No one in the Admiralty or Crown cared about those traditional cultural, social, and territorial boundaries. Admittedly, social science wasn't really a thing then. Yet these were, nonetheless, not very enlightened attutitudes. Not at all.
Terra Nullius was not enlightened. Just because Locke is called an enlightenment empiricist does not mean that his theory of property is enlightened. It was rather just a stereotypical concession to his wealthy patrons. Sure, Locke thought that parliamentary democracy was the supreme form of government, but only if parliamentarians were prominent men (specifically men, of course) of position and property.
Sounds like a duopoly in the making to me. Not very enlightened at all, Mr Locke. What is if the smartest person in the room happens to be a peasant, or a woman? Or a peasant woman?
Gosh, John.
The IDW also seem to have an undying conservative (Liberal-conservative? Do they even know themselves?) faith in the idea that they can use science to provide a naturalistic basis for overarching set of moral and ethical rules. I doubt this will work even for fancy kinds of utilitarianism like rule-consequentialism (rule-consequentialism says that to do a right/good act, one follows the rule that leads to the minimisation of suffering, and the maximum happiness, for the most people). It is a typical application of what philosophers call the naturalistic fallacy (among other things).
Someone like the wonderful Sam Harris cannot get normative (ought-to) moral (nor ethical) principles from neuroscience and evolutionary psychology any more than the Pope can get them from his imaginary omniscient friend and a million tonsured, monastic scribes. He gave it a damned good try, however.

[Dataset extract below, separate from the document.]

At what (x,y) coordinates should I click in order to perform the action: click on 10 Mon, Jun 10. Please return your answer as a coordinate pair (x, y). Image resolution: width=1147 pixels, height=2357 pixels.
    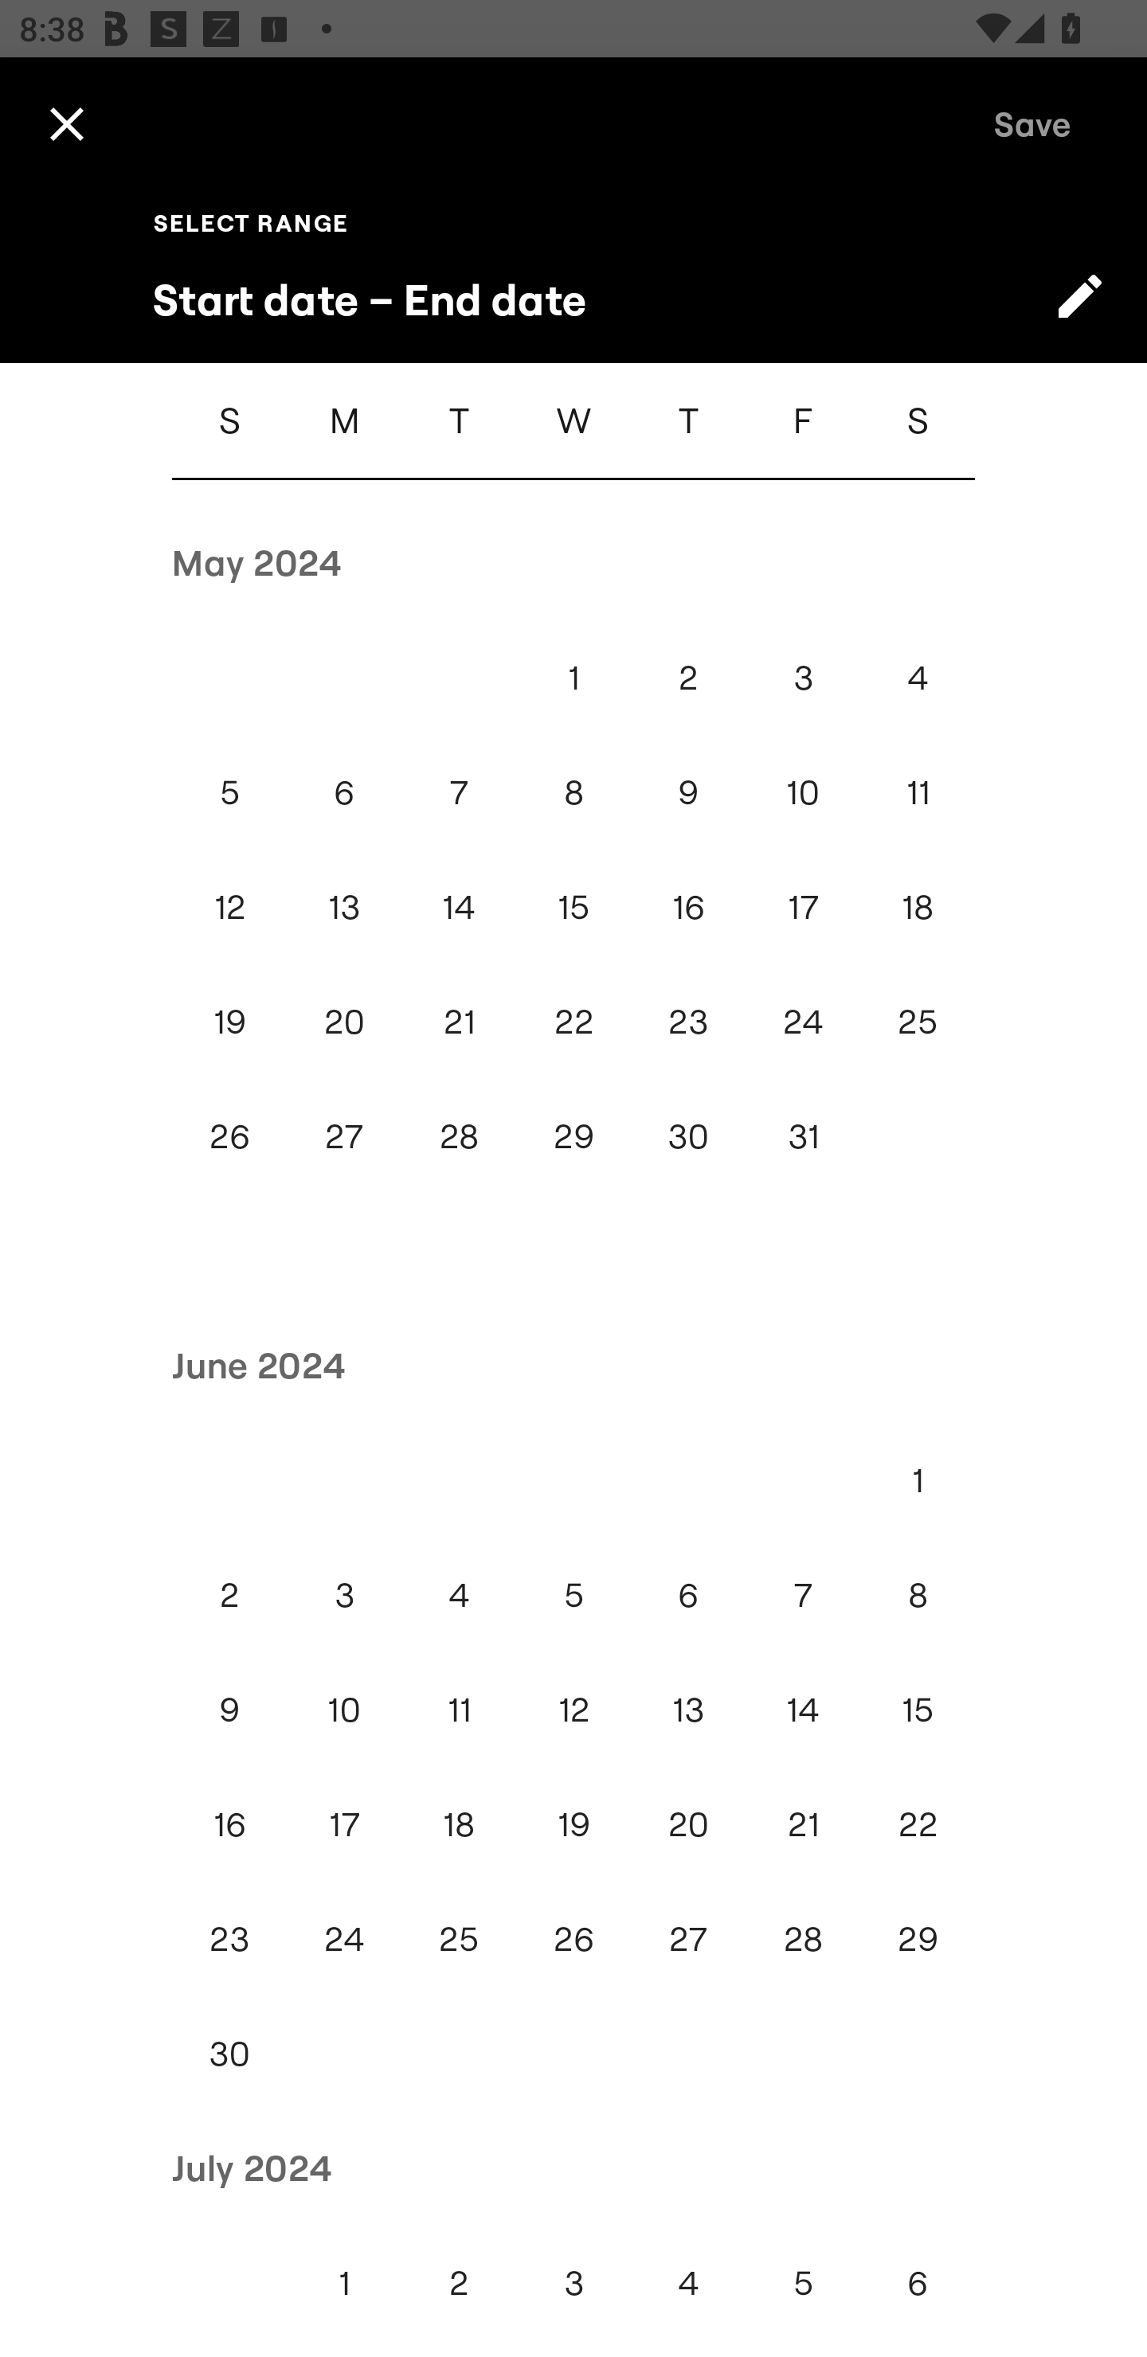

The enlightenment is not a dogma. Not even a dogma of reason. If the enlightenment has any essence (it probably does not) then anti-dogmatism is it. Moral an ethical relativism at the individual level - individualism - is precisely what Hume espoused in the form of sentimentalism. I doubt we'll do better than enlightenment-Empiricist Hume's sentimentalism. Kant's magical transcendental 'good will' certainly isn't real. As in - it's clearly a constructive fiction, not able to be grounded in any scientific premise or fact. Consequentialism is the only real contender, since virtue, and the standards for paradigmatic virtuous beings, are clearly just as much a constructive fiction (constructive fictions and metaphors can certainly be useful in science, but they're not a sound form of scientific evidence or grounding).
Multiculturalism will not undo the enlightenment if we embrace positive scientism and reject megacults and their atavistic delusional memes. Globalism and multiculturalism go together, and globalism is an enlightenment-positive value (Locke agreed, but that was probably because he was a Christian global-dominionist, which is not really multiculturalist).
Objective moral and ethical realism - deontological or otherwise - qua either liberal or conservative 'reason' will deliver no help. It is no more use than the effective Catholicism of Adorno and Horkheimer and the Frankfurt School. Rule consequentialism or utilitarianism of some form might be of use, since it is about the minimisation of suffering. alleviating and preventing suffering are an indirect and direct motive and outcome of medical science and transhumanism also. These are, themselves, arguably natural consequences of the enlightenment.